Ten years earlier, on April 23, 1920, the fiftieth birthday of Lenin had been celebrated in Moscow—Lenin, who was the true originator of Bolshevism, the founder of the Communist Party, the authentic victor of October and the real creator of the Soviet State. It was an intimate gathering of the Moscow Party Committee. A modest pamphlet of thirty pages remains as a souvenir of this gathering of old friends. Between 1920 and 1930 a profound change had taken place in Moscow, and the contrast between these two celebrations illustrates its original national aspect. Lenin, who was loved and admired by his Party and honoured by his adversaries, would never have put up with anything resembling these fawning eulogies, still less with an adulation inspired by self-seeking and fear. Stalin, who was detested even by his dependents, but who was addressed like a Tsar or a God, rewarded his self-seeking apologists, bought or extorted insincere compliments and unloosed a torrent of immemorial servility. He himself had changed greatly since his speech at Tiflis when he reproved his flatterers. The historic atavism of ancient Muscovy, held in check for a long time by a slow capitalist evolution and by western influences, revealed its tenacious vitality both in Stalin's omnipotent person and in the transitory regime, which was struggling to lift the Soviet empire to the level of the highly-industrialised countries, "not shrinking from the use of barbarous methods," in order to arm it for the universal conflict and prepare it for future conflagrations. But there was not the smallest trace of socialism, either in fact or in tendency, at this moment when the new privileged caste was elevating its chief to such a pinnacle.

In the unlimited homage rendered to Stalin by servitors who were anxious to attribute to him merits which he had not got, and talents which he undoubtedly lacked, while not yet daring to make him out a genius, one is struck, amid a thousand declarations of the same value, by those which couple "a rhythm of industrialisation such as the history of humanity has never known," or "the great process of socialist industrialisation," with the name of Stalin, the persecutor of the industrialist communists. Propaganda blazoned abroad the balance-sheet for 1929, which was insignificant compared with the expenditure of workers' energy and the amount of capital invested, and which made use of tons of metal which were still to come from furnaces not yet completed.
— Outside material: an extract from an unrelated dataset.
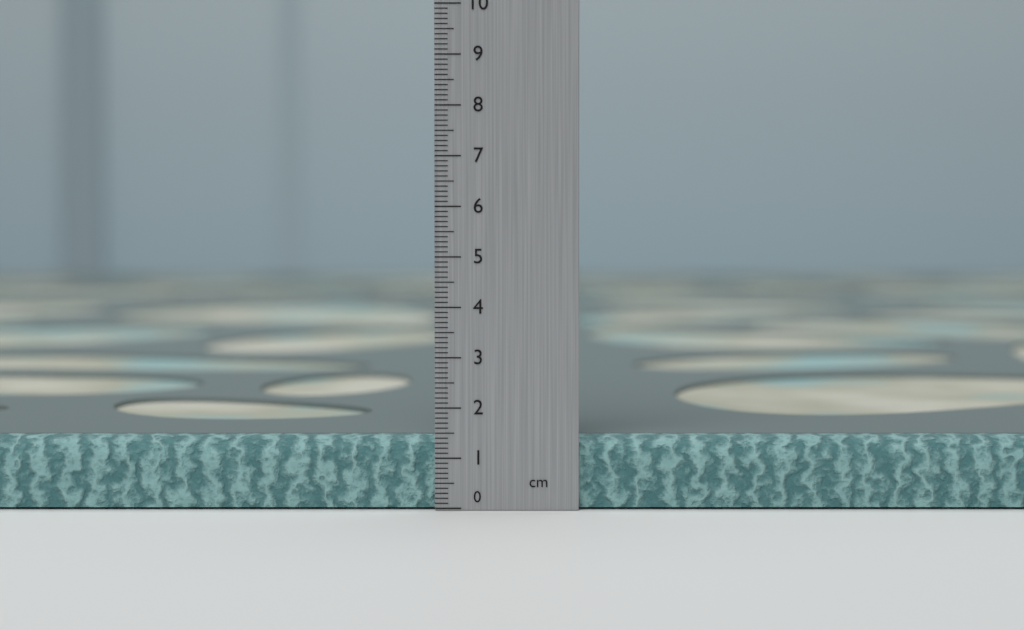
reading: 1.4 cm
It seemed as though the peasant from the Caucasus, who had resisted so obstinately the industrial projects of the Opposition, before deporting them, was now especially anxious to demonstrate his priority in this sphere. Nevertheless, the material conditions of existence went from bad to worse in Russia, which was "going full steam ahead towards socialism." After bread, the other foodstuffs were rationed, then manufactured goods. The number of mouths to be fed increased, but goods of primary necessity became more scarce as the prices rose. At the beginning of 1930, the level of consumption per head was below the wretched pre-War level both in quantity and quality, for even the President of the Gosplan had admitted at the last Party Conference "that in two fields, that of iron and that of wheat, we are considerably behind 1913." The birth-rate (2.3 per cent) showed that the population was growing annually by 3 1/2 millions and was approaching a total of 160 millions. And with still greater reason than Custine in the preceding century, "one trembled to think that for such a multitude of arms and legs there should be only one head."